"Easter Invitations"

Dear WRC,

As we prepare to celebrate another Easter together (our 14th!), will you consider two invitations?

Invitation #1 – Will you join us for worship? The details for our various services are in this Bellringer somewhere, and the fact that you’re reading this letter means that you’re probably already pretty connected to the congregation, but I want to make sure you hear the invitation to come and worship with us. The events we remember every Holy Week are remarkable. No matter how much we plumb their depths, we will never get to the bottom of them. Yet every year we gather, try to wrap our heads around what happened, consider what it means for us, and leave in awe. I hope you’ll join us as we gather to stand before these mysteries.
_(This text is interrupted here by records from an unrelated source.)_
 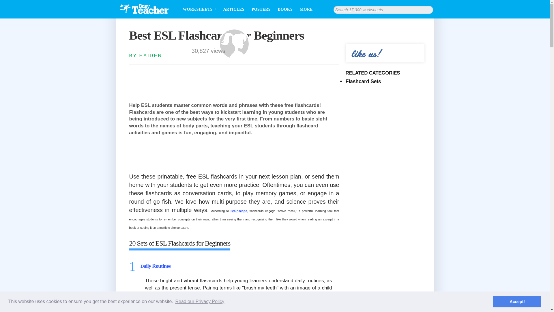 I want to click on MORE, so click(x=312, y=9).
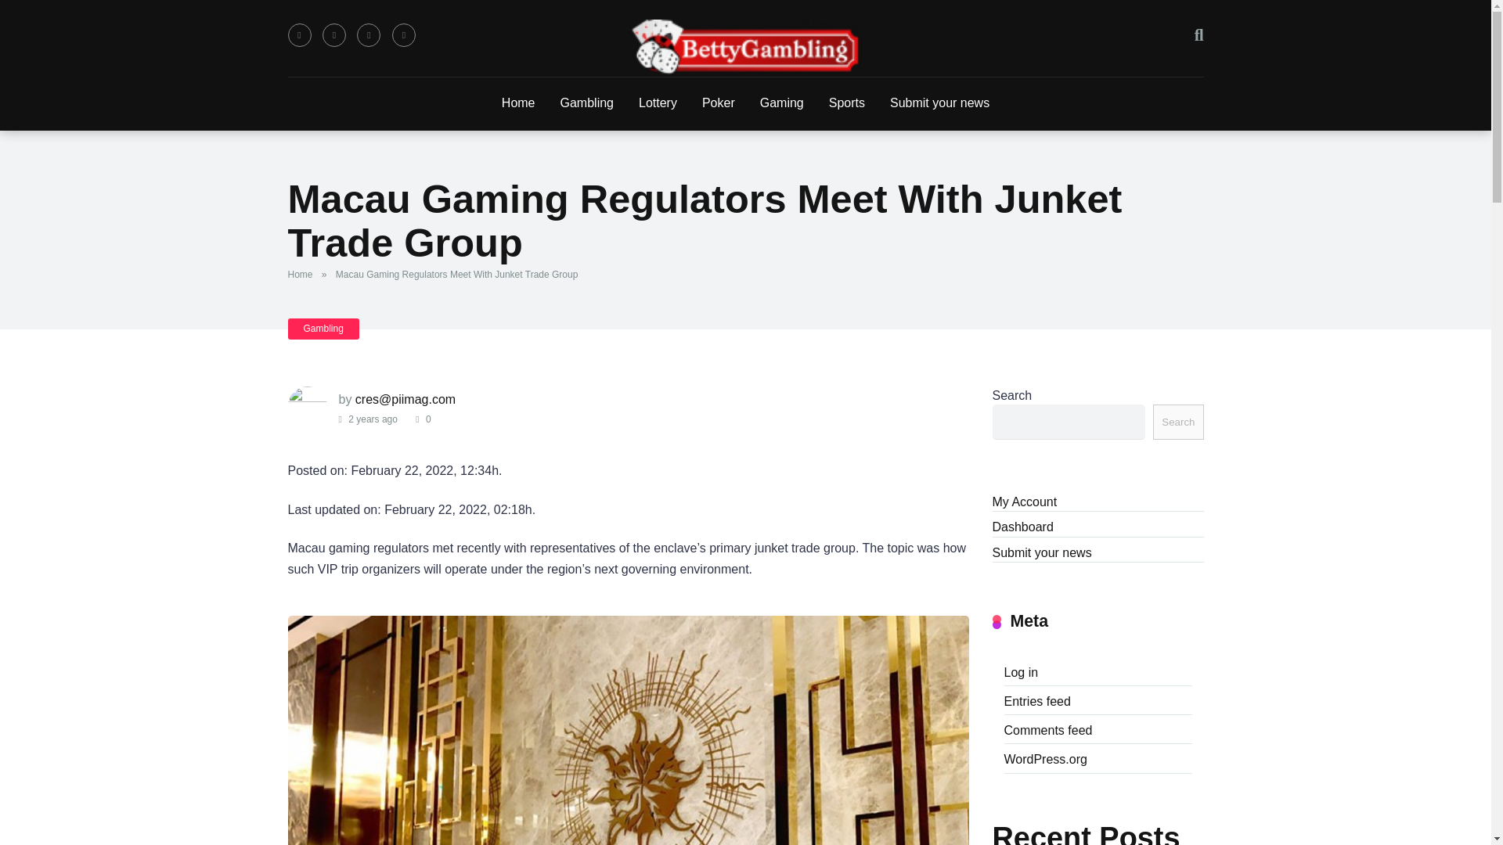  What do you see at coordinates (781, 104) in the screenshot?
I see `Gaming` at bounding box center [781, 104].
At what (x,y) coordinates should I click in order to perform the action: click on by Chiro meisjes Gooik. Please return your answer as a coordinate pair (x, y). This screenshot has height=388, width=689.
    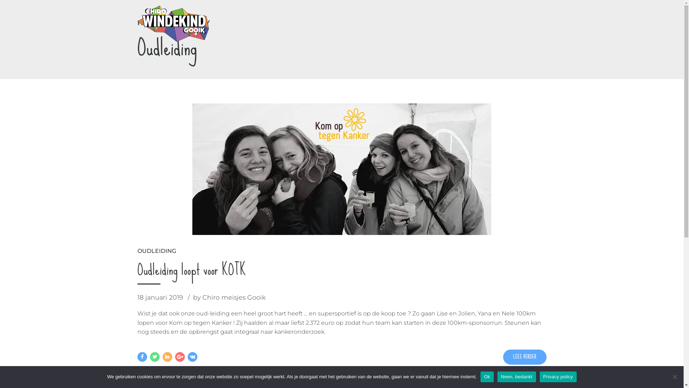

Invitation #2 – As we gather, will you take some time to consider that all this really happened? Maybe it’s just me, but it’s easy to go through the motions or to hear the story and leave it off as an idea far away from me and my life and reality. But sometimes something breaks through my awareness and somewhere in the middle of one of these services—Good Friday or Easter morning—the lightning bolt of realization strikes: there was a human being named Jesus who lived and ate and drank and talked and slept for 33 years and then got crucified, and after that brutal, torturous death ROSE FROM THE DEAD. It’s not just an idea. It’s not just a story. Christians believe—and have some compelling evidence—this actually happened.

I don’t want this second invitation to be a way to step into the debate of the historicity of the resurrection. I mean it as an invitation to take an idea you believe down off the shelf of your mind, stare it straight in the face, and see what happens. Then come and join us to worship the Lamb who stands as though slaughtered beside the throne of heaven. See if the sunrise and the hymns and the lilies and flowering that cross don’t hit a little different. See if something doesn’t unlock and open in your heart. I have a hunch that if we do this, we might taste and see a little more of that life John says comes through believing in Jesus.